Wisdom from the Winter Garden
Wisdom from the Winter Garden
By Kate Rudd
The winter garden is not beautiful to the untrained eye. No more neat, vibrant rows of lettuce, carrots, chard, squash, and tomatoes. No colorful display of flower blossoms or insects abuzz. No neighborhood children running to pick carrots—exclaiming over how a radish grows. Nothing but empty lines, sad perennials. The intelligent gardener uses winter to enrich their soil with a diverse jungle of cover crops to nurture microbial activity, replenish nutrients depleted from last season, and build the soil by growing then composting organic matter. These techniques significantly enhance next season’s potential, but in winter this looks like chaos that doesn’t fill harvest baskets. It is generally barren, decaying, messy. It seems meaningless and a little depressing.
I wonder if this perspective is absorbed from our culture. We are trained to stubbornly oppose natural cycles. We work long hours regardless of the season. We pressure ourselves into extracurriculars or social engagements when rest may be more natural and healing. We are taught to avoid aging, death, loss, and bury them (ironically) like they don’t exist. Always push forward. Always make sure you’re earning your space on this planet. We bend our will, activity, even our sense of self-worth or others’ worth to the almighty god of production. Things we can have, hold, count, quantify, measure, check-off, or add to a resume easily become the things we use to create a rubric for value. There’s nothing inherently wrong with these things. Many comprise an essential “Spring of our lives,” the kinetic beauty that keeps blood pounding our veins and faces smiling.
This is only part of the cycle of life. The easier part. The concrete part. The part we are eager to tell stories about. There are other cycles that are necessarily part of the whole circle of life. Some are invisible like the magic of photosynthesis, the sun’s energy combining with water and oxygen to create food in plant cells, and, therefore, food for insects, animals, and people. Or the roughly two billion microorganisms swirling in every tablespoon of soil, constantly metabolizing the ground under our feet, enabling every single living thing to live: the unseen mitochondria of the world churning without recognition or acclaim, working like an artist who can’t be pulled away from their work—their art that fuels the planet.
Then there are darker circles. Things die and we grieve. Sometimes it is almost impossible to let go. Things age and decay. It makes us uncomfortable and we diminish their value. In the garden we see death and decay become compost, a celebration. It’s not a pretty one but it’s a healing one. Nothing is wasted. Everything becomes new life in the next season. Eternity becomes something we can get our minds around. I wonder how our lives could shift if we would embrace cycles and catabolize our experience into spiritual compost.
We have an extreme aversion to loss. “The garden was so beautiful, now it just looks sad and dead!” I beg to differ.
I don’t like looking at the garden as much in winter. Sometimes I grieve. I miss the beauty and abundance. I miss the compliments about how lovely it looks too. Very few look at resting soil, compost, or ragtag cover crops and profess their admiration. It’s more like a resigned, “Well, it will be a garden again in spring.”
It’s a garden now.
It’s only a garden if it’s a garden now.
It’s resting from our human personal interest but alive with invisible purpose all its own. Like Sabbath or a warm bath with a cup of tea and silence.
Physics describes energy in two forms. Kinetic energy is the energy of motion. For example, a red ball rolling. Passive energy is stored energy. It is gathered and abstract, less exciting, like Sabbath or your immune system or the winter garden. Yet, passive energy is the critical determinant behind kinetic outcome. The mass of the red ball and the force behind it determines the speed and distance that red ball moves. If you diminish (or neglect) one form of energy you diminish the other. What if we applied this to our personal and spiritual lives? What if we have the potential to grow our spiritual potential energy, expanding our creative mass and capacity through being not producing. Do we have the long-range thinking to invest in what seems empty, quiet, and still? To “be still and know” in that mystery, understanding this dormancy will expand future possibility?
The winter garden is an invitation to embrace the ebb and flow of our natural and spiritual world.
To sit in the uncomfortable, unquantifiable space of emptiness, decay and lack of harvest in our own lives. It is here we can begin the practice of treasuring the invisible, even the loss of something we cherish, trusting our investment in non-manifestation seasons will increase our passive capacity so we can humbly grow into something kinetically stronger than the year before.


- **Task details**
Make an exact copy of all the data, pictures excluded.

Items from a figure collection
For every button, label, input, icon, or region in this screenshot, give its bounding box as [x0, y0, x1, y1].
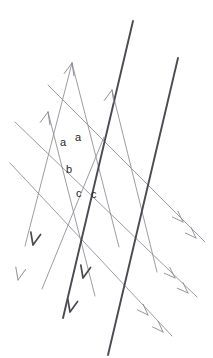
ascending-line-group: [25, 63, 157, 296]
arrowhead-dr-1a: [172, 211, 185, 224]
angle-label-c-left: c: [76, 188, 82, 199]
ascending-line-2: [48, 112, 95, 296]
angle-label-a-left: a: [60, 137, 66, 148]
thick-transversal-left: [63, 21, 133, 318]
geometry-diagram: a a b c c: [0, 0, 213, 358]
parallel-down-line-group: [10, 85, 205, 336]
arrowhead-group-down-left: [13, 232, 90, 313]
geometry-canvas: [0, 0, 213, 358]
angle-label-c-right: c: [91, 189, 97, 200]
thick-transversal-right: [108, 58, 178, 355]
ascending-line-1: [25, 63, 72, 246]
arrowhead-dl-1a: [28, 232, 40, 246]
parallel-down-line-4: [42, 137, 104, 289]
arrowhead-dr-3b: [152, 321, 165, 334]
arrowhead-dr-2a: [164, 267, 177, 280]
angle-label-b: b: [66, 164, 72, 175]
parallel-down-line-2: [15, 122, 197, 297]
angle-label-a-right: a: [75, 132, 81, 143]
arrowhead-dl-1b: [13, 267, 25, 281]
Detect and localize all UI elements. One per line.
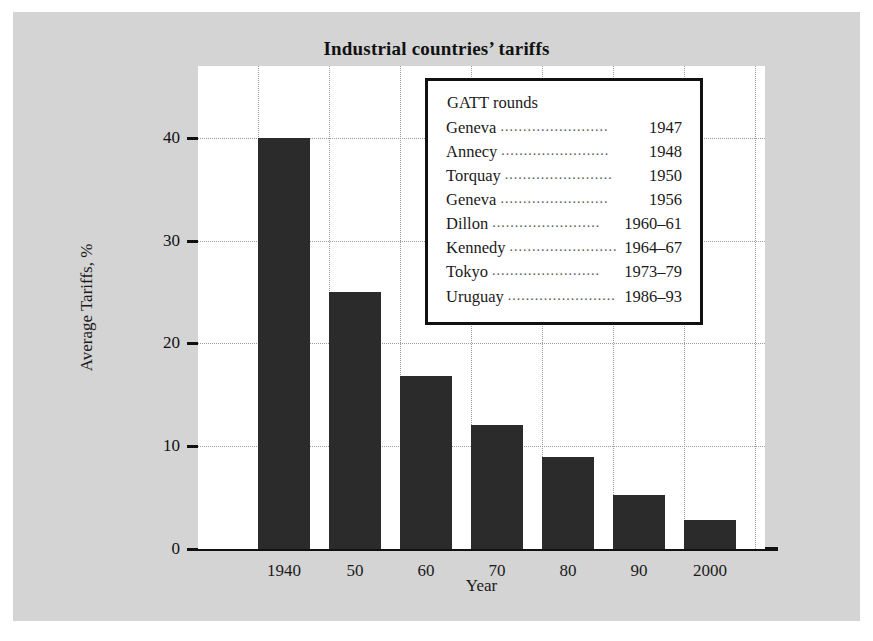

- **Task solution**
For every button, label, input, icon, or region in this screenshot, give its bounding box as [x0, y0, x1, y1].
ascending-line-group: [25, 63, 157, 296]
arrowhead-dr-1a: [172, 211, 185, 224]
angle-label-c-left: c: [76, 188, 82, 199]
ascending-line-2: [48, 112, 95, 296]
angle-label-a-left: a: [60, 137, 66, 148]
thick-transversal-left: [63, 21, 133, 318]
geometry-diagram: a a b c c: [0, 0, 213, 358]
parallel-down-line-group: [10, 85, 205, 336]
arrowhead-group-down-left: [13, 232, 90, 313]
geometry-canvas: [0, 0, 213, 358]
angle-label-c-right: c: [91, 189, 97, 200]
thick-transversal-right: [108, 58, 178, 355]
ascending-line-1: [25, 63, 72, 246]
arrowhead-dl-1a: [28, 232, 40, 246]
parallel-down-line-4: [42, 137, 104, 289]
arrowhead-dr-3b: [152, 321, 165, 334]
arrowhead-dr-2a: [164, 267, 177, 280]
angle-label-b: b: [66, 164, 72, 175]
parallel-down-line-2: [15, 122, 197, 297]
angle-label-a-right: a: [75, 132, 81, 143]
arrowhead-dl-1b: [13, 267, 25, 281]
Detect and localize all UI elements. One per line.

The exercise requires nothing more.